Comment 16 for bug 68040

Revision history for this message
In , Danm-moz (danm-moz) wrote :

Netscape has never allowed untrusted content to pose modal dialogs. (Though it
does allow alerts. Huh.) It's an ancient decision. Once, early on in Mozilla
development, modal windows were accidentally allowed and there was a big
scramble by everyone to get them turned the heck back off. To think otherwise
was to have your sanity questioned.

Personally there are three things I don't want my browser doing: installing
trojan horses, stabbing me in the eyes with a fork, and putting modal windows in
my face. Mozilla is pretty well behaved on all three accounts, and I like that.
That said, the main objection is unrequested modal windows. It's possible we
could subject them to the same controls as popup windows: simply disallow them
as best we can unless they're initiated by an explicit user action, like clicking.
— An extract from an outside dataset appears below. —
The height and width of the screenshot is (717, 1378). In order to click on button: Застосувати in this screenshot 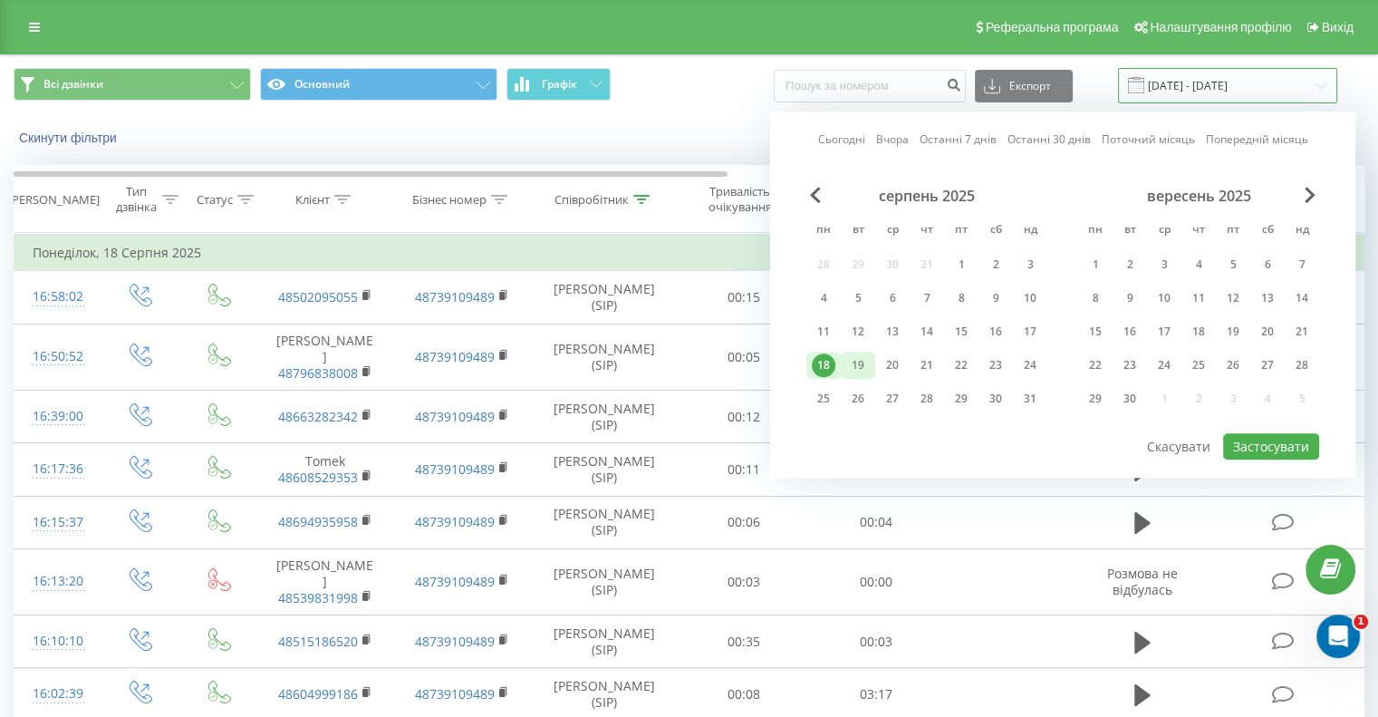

Mozilla's popup control is imperfect. It would still be possible for an
unscrupulous site to hammer a browser with a string of modal dialogs. (Why? I
can't figure that out, either. But I'm living in 1997, there.) If we decide it's
a good idea, allowing untrusted content to pose modal windows, it should
probably wait for a fix for bug 237317. Even then I'd probably want a pref in
the same vein as dom.disable_window_open_feature allowing an advanced user to
turn them completely off.

I think it's a possibility. I've added a few more Mozilla gawds to the cc: list.

PS: most Portuguese banks (apparently) have bad UIs. Tell them I said so.